Within a matter of months, matters reached a conclusion that could have been foreseen long before. At the April 1940 SWP convention, the dissidents were expelled en bloc after refusing to vote on a motion pledging each member to abide by conference decisions. Such, sadly, is the almost inevitable fate of those who dare challenge entrenched leaderships in small democratic centralist outfits with just a few thousand members.

Leon Trotsky, who surveyed the events in El Norte from his exile in Coyoacan, was in no doubt about the class composition of the contending factions, and intervened directly through several contributions to SWP internal bulletins. His most famous article in this connection was called ‘A petty-bourgeois opposition in the Socialist Workers Party’.

The Old Man obviously did not like the cut the minority tendancy’s jib, and made his distain for its class character utterly plain. Why, some of its members may even have associated with anti-party elements:

It is necessary to call things by their right names. Now that the positions of both factions in the struggle have become determined with complete clearness, it must be said that the minority of the National Committee is leading a typical petty-bourgeois tendency.

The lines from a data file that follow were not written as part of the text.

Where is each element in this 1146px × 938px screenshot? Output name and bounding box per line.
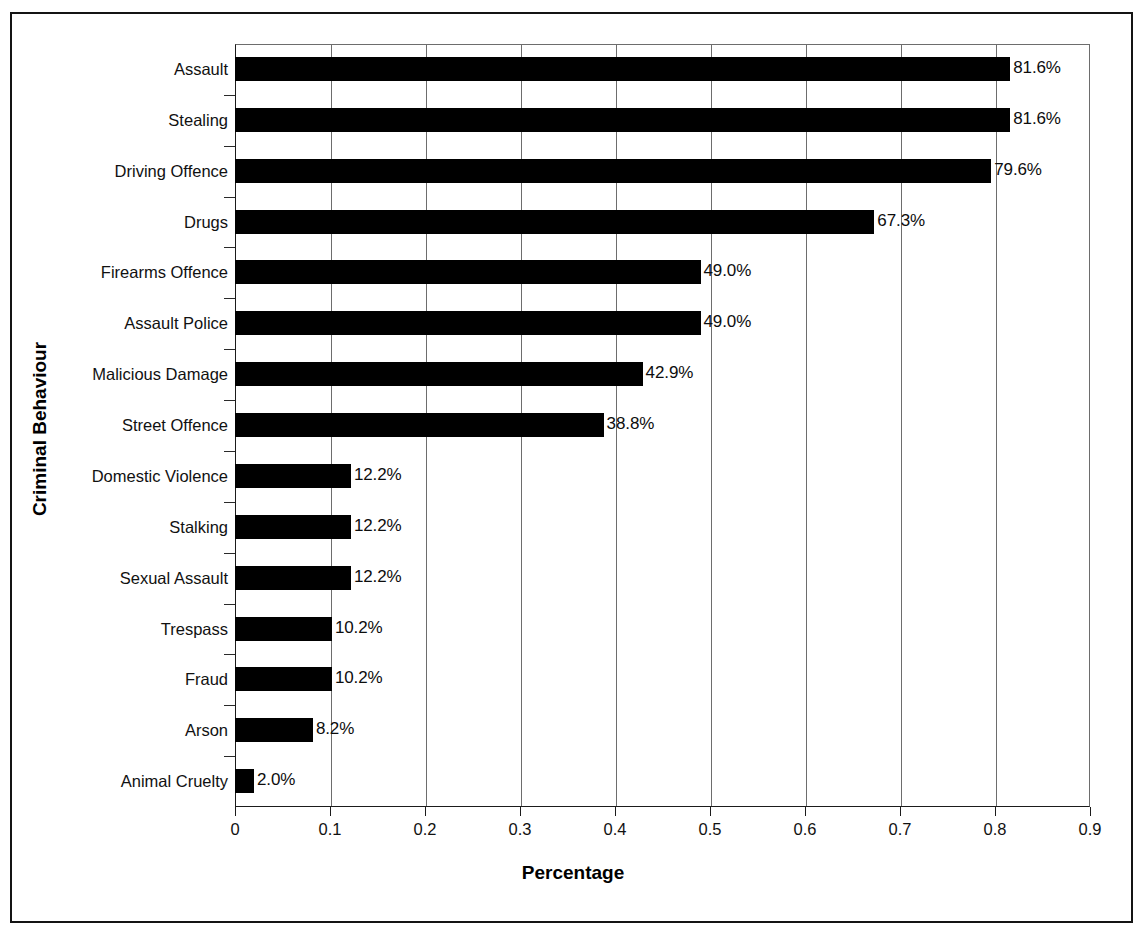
x-axis-tick bbox=[425, 807, 426, 816]
bar-value-label: 2.0% bbox=[257, 767, 295, 793]
x-axis-tick-label: 0.7 bbox=[870, 818, 930, 840]
x-axis-tick-label: 0.3 bbox=[490, 818, 550, 840]
y-axis-tick bbox=[224, 502, 235, 503]
y-axis-title: Criminal Behaviour bbox=[29, 319, 51, 539]
bar-row: 8.2% bbox=[235, 705, 1090, 756]
x-axis-tick-label: 0.6 bbox=[775, 818, 835, 840]
bar bbox=[235, 362, 643, 386]
bar bbox=[235, 515, 351, 539]
bar-row: 10.2% bbox=[235, 654, 1090, 705]
x-axis-title: Percentage bbox=[0, 862, 1146, 884]
y-axis-tick bbox=[224, 604, 235, 605]
category-label: Driving Offence bbox=[0, 159, 228, 183]
x-axis-tick-label: 0.9 bbox=[1060, 818, 1120, 840]
bar-chart-figure: 81.6%81.6%79.6%67.3%49.0%49.0%42.9%38.8%… bbox=[0, 0, 1146, 938]
bar-row: 42.9% bbox=[235, 349, 1090, 400]
y-axis-tick bbox=[224, 95, 235, 96]
bar-row: 67.3% bbox=[235, 197, 1090, 248]
category-label: Assault bbox=[0, 57, 228, 81]
bar-value-label: 12.2% bbox=[354, 513, 402, 539]
y-axis-tick bbox=[224, 146, 235, 147]
bar-value-label: 12.2% bbox=[354, 564, 402, 590]
bar-row: 81.6% bbox=[235, 95, 1090, 146]
y-axis-tick bbox=[224, 349, 235, 350]
x-axis-tick bbox=[615, 807, 616, 816]
x-axis-tick-label: 0.5 bbox=[680, 818, 740, 840]
bar bbox=[235, 108, 1010, 132]
bar bbox=[235, 210, 874, 234]
y-axis-tick bbox=[224, 553, 235, 554]
bar-row: 12.2% bbox=[235, 451, 1090, 502]
bar-row: 12.2% bbox=[235, 553, 1090, 604]
x-axis-tick-label: 0.1 bbox=[300, 818, 360, 840]
y-axis-tick bbox=[224, 298, 235, 299]
bar-value-label: 67.3% bbox=[877, 208, 925, 234]
category-label: Drugs bbox=[0, 210, 228, 234]
bar-value-label: 81.6% bbox=[1013, 55, 1061, 81]
bar bbox=[235, 413, 604, 437]
y-axis-tick bbox=[224, 756, 235, 757]
bar bbox=[235, 464, 351, 488]
x-axis-tick bbox=[330, 807, 331, 816]
y-axis-tick bbox=[224, 654, 235, 655]
category-label: Animal Cruelty bbox=[0, 769, 228, 793]
y-axis-tick bbox=[224, 400, 235, 401]
bar-row: 12.2% bbox=[235, 502, 1090, 553]
bar-value-label: 42.9% bbox=[646, 360, 694, 386]
category-label: Arson bbox=[0, 718, 228, 742]
bar-value-label: 10.2% bbox=[335, 665, 383, 691]
bar bbox=[235, 311, 701, 335]
bar bbox=[235, 617, 332, 641]
bar-row: 2.0% bbox=[235, 756, 1090, 807]
bar-row: 81.6% bbox=[235, 44, 1090, 95]
bar bbox=[235, 260, 701, 284]
x-axis-tick bbox=[235, 807, 236, 816]
bar bbox=[235, 667, 332, 691]
bar-value-label: 81.6% bbox=[1013, 106, 1061, 132]
x-axis-tick bbox=[995, 807, 996, 816]
x-axis-tick bbox=[900, 807, 901, 816]
y-axis-tick bbox=[224, 197, 235, 198]
y-axis-tick bbox=[224, 451, 235, 452]
bar bbox=[235, 769, 254, 793]
category-label: Sexual Assault bbox=[0, 566, 228, 590]
y-axis-tick bbox=[224, 705, 235, 706]
bar bbox=[235, 566, 351, 590]
bars-container: 81.6%81.6%79.6%67.3%49.0%49.0%42.9%38.8%… bbox=[235, 44, 1090, 807]
bar bbox=[235, 159, 991, 183]
x-axis-tick-label: 0.8 bbox=[965, 818, 1025, 840]
x-axis-tick-label: 0.4 bbox=[585, 818, 645, 840]
category-label: Fraud bbox=[0, 667, 228, 691]
bar-row: 10.2% bbox=[235, 604, 1090, 655]
bar bbox=[235, 57, 1010, 81]
x-axis-tick bbox=[1090, 807, 1091, 816]
x-axis-tick-label: 0.2 bbox=[395, 818, 455, 840]
category-label: Firearms Offence bbox=[0, 260, 228, 284]
bar-value-label: 49.0% bbox=[704, 309, 752, 335]
bar bbox=[235, 718, 313, 742]
category-label: Trespass bbox=[0, 617, 228, 641]
x-axis-tick bbox=[520, 807, 521, 816]
bar-row: 38.8% bbox=[235, 400, 1090, 451]
x-axis-tick bbox=[805, 807, 806, 816]
bar-value-label: 10.2% bbox=[335, 615, 383, 641]
bar-row: 49.0% bbox=[235, 298, 1090, 349]
bar-value-label: 49.0% bbox=[704, 258, 752, 284]
x-axis-tick-label: 0 bbox=[205, 818, 265, 840]
y-axis-tick bbox=[224, 247, 235, 248]
bar-value-label: 79.6% bbox=[994, 157, 1042, 183]
bar-value-label: 8.2% bbox=[316, 716, 354, 742]
bar-value-label: 12.2% bbox=[354, 462, 402, 488]
bar-row: 79.6% bbox=[235, 146, 1090, 197]
category-label: Stealing bbox=[0, 108, 228, 132]
x-axis-tick bbox=[710, 807, 711, 816]
bar-value-label: 38.8% bbox=[607, 411, 655, 437]
bar-row: 49.0% bbox=[235, 247, 1090, 298]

Like any petty-bourgeois group inside the socialist movement, the present opposition is characterized by the following features: a disdainful attitude toward theory and an inclination toward eclecticism; disrespect for the tradition of their own organization; anxiety for personal “independence” at the expense of anxiety for objective truth; nervousness instead of consistency; readiness to jump from one position to another; lack of understanding of revolutionary centralism and hostility toward it; and finally, inclination to substitute clique ties and personal relationships for party discipline.

This, of course, was the 1930s. Interestingly enough, some groups on the British left have described the current period as ‘the 1930s in slow motion’. Fortunately, we are within months of the decade ending, with world war three not obviously on the imperialist agenda. But hey, there are still several months to go before the prediction can conclusively be discounted.

Ever since 1939, the SWP faction fight been regarded within the Trotskyist movement as paradigmatic example of how these things are handled on the far left. The only real question is, who will be the hammer, and who will be the anvil?

Irrespective of the arguments at hand – centrally, how the SWP should react to German aggression - Trotsky knew from the start which forces would prevail:

If we subtract everything accidental, personal and episodical, if we reduce the present groupings in struggle to their fundamental political types, then indubitably the struggle of [minority leader] comrade Abern against [majority leader] comrade Cannon has been the most consistent. In this struggle Abern represents a propagandistic group, petty-bourgeois in its social composition, united by old personal ties and having almost the character of a family. Cannon represents the proletarian party in process of formation. The historical right in this struggle – independent of what errors and mistakes might have been made – rests wholly on the side of Cannon.

Some 70 years on, the relevance of all this may not be apparent to many younger comrades, most of whom have not experienced what happens when Trot groups go into full-on self-destruct mode. But, y’know, they do say that no past political battle is ever entirely devoid of lessons for current practice. Trotsky’s excellent article - which deserves a wide readership in this new century of ours - can be read in full here.